Press Releases

Plaskett Statement on Contract Day

140 years ago, today, a group of courageous St. Croix laborers led by Queens Mary Thomas, Mathilda McBean, Susanna Abramsen and Agnes Axeline Elizabeth Solomon led a revolt to protest unfair wages and inhumane labor practices on Cane plantations around the Island.

That day, October 1, 1878, is known formally as Contract Day but commemorated locally as Fireburn; the day when the four Queens championed and fought for human rights and the end of serfdom through the streets of St. Croix. They did so without fear of retribution and in the face of inevitable and brutal punishment.
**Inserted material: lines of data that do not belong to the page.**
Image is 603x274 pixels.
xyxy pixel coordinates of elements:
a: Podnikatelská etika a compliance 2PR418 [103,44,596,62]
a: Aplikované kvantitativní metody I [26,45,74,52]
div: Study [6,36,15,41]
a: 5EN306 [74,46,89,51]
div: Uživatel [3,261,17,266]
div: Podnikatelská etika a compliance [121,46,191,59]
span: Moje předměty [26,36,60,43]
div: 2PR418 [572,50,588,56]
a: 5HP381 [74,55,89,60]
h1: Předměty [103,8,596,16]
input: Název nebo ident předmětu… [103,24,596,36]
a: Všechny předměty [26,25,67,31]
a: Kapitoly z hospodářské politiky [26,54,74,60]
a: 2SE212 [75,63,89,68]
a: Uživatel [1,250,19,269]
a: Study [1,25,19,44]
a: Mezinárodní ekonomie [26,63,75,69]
The Danish crown jailed many as a result and executed others. But their heroic and sacrificial acts, like those of their compatriots 30 years prior, inspired change. I’m sure it galvanized their sister, Queen Coziah and the strikes of 1892 on St. Thomas. And today, as we benefit from and celebrate many of those changes, we are reminded that the movement for fair labor and just worker-protections are ongoing.

I am incredibly proud to come from a place where individual sacrifice and willingness to lay down one’s life for the greater good and benefit of the whole to fight injustice is part of our fabric.

Like the Queens 140 years ago, our educators, many of whom are women, are exercising their right to stand up for working conditions, wages for themselves and appropriate learning environment for our children. That is to be respected and applauded not only as an American right but in keeping with our ancestral spirit in the Virgin Islands.